There's also that other 2014 event (gamergate) that probably had a pretty big impact on indie games, but I don't know that story.

**in a Game Developer article on this topic, it described indie games as "games that, by definition, don't fit into any other box. They cost from 0 to 30 dollars. They are 'cool' -- knowing about them is 'cool'." Which I like; indie games should be cool, and indie games that aren't cool should be called something else.

Runman

Yeah, the 2014 cutoff also captures Papers, Please and Hotline Miami which sets up Devolver. I remember the press going nuts over indiepocalypse (indie game bubble) after that tho I might just remember that strongly cause it was around the time I got a job in games and I was sweating it.

Yes! Thank you!

I feel like there could be a sister thread about when the indiepocalypse happened. I feel like I've been seeing articles about it for years.

Adding to the 2004-2014 timeline.

I feel like Spelunky (2008) had a pretty big impact as well — I remember being really impressed by the idea of a procedurally generated level and the replayability it offered. Not sure if this reintroduced / popularized the genre, but rogue-lite seemed like a pretty popular approach for a lot of indie games for awhile.

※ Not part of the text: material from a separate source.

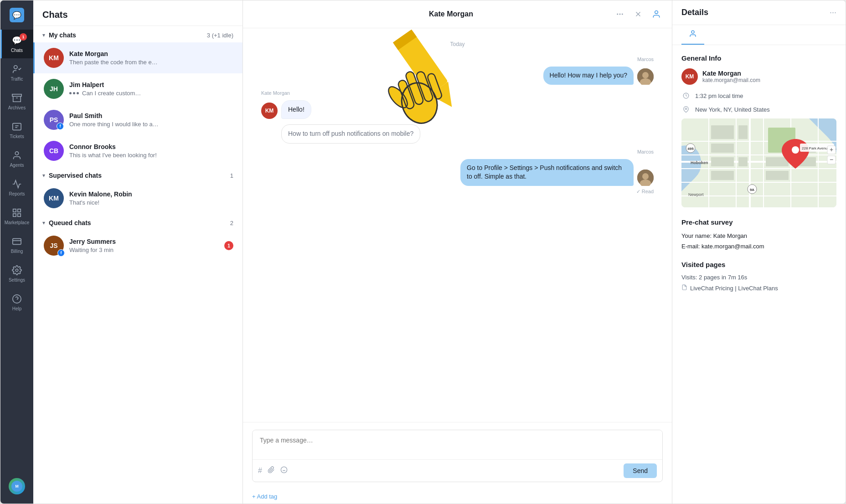  Describe the element at coordinates (260, 471) in the screenshot. I see `hashtag-icon: #` at that location.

I can absolutely tell you that from a game dev perspective, the golden age of indie games was essentially the

“XBLA era.” So around 2004-2010. You could reliably make decent money on a game if it was good. XBLA and Steam were both new, and people were looking for alternatives to the bigger budget games. There was only one geometry wars, instead of like 50 per day.

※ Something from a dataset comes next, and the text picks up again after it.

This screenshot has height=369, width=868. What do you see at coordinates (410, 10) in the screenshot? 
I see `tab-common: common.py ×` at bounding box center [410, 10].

It was the golden age because there just wasn't that much competition. Imagine if braid came out for the first time in 2023. It would probably get about 50 steam reviews and that would be it. World of Goo? Gish? These games made millions but would sink like a stone today if they weren't already famous. Imagine trying to sell Sword and Sworcery on iphone, as a stand alone game you pay for! That whole model is basically gone.

It was just such a different time, and you could even get away with doing some experimental stuff and get a little notice (Liz Ryerson talks about this a lot).

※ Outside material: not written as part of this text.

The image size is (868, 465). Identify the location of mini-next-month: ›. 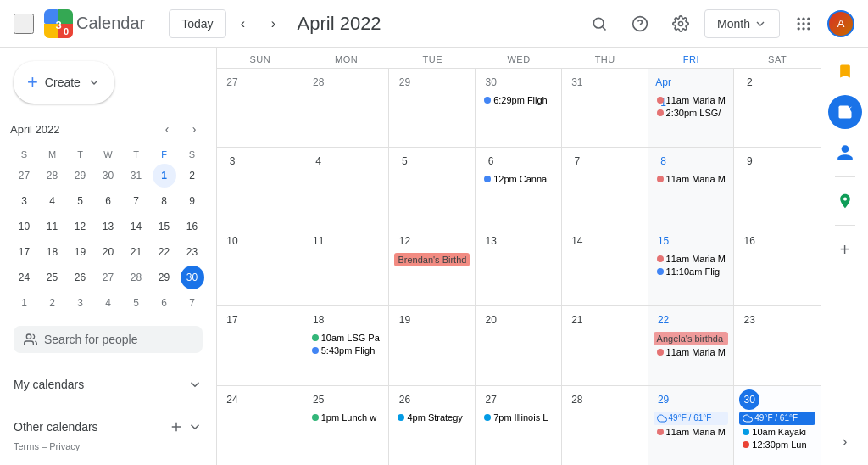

Now in terms of quality of games, I'd say we're probably in the golden age now. indie games are better than ever, to where the lines are really getting blurred between indie and professional. I mean what is dave the diver? that's an "indie" game made within Nexon, with Nexon's resources. And you get your devolvers where people don't even know who developed the game anymore, and games like Inscryption and Loop Hero are "devolver games."

so those are my two timelines - the era where you could make money on it vs the era where the good games are really good.

@exodus How do we combine the two timelines?

@RubySunrise Every member of the Insert Credit forums simultaneously quits their jobs and becomes a full time Indie Game Talker Abouter

I have an alternate thesis to present: the “golden age” for independent games was during the Shareware era, approx 1987 - 1993. I think the capstone on this window is the release of Doom, potentially non-inclusive.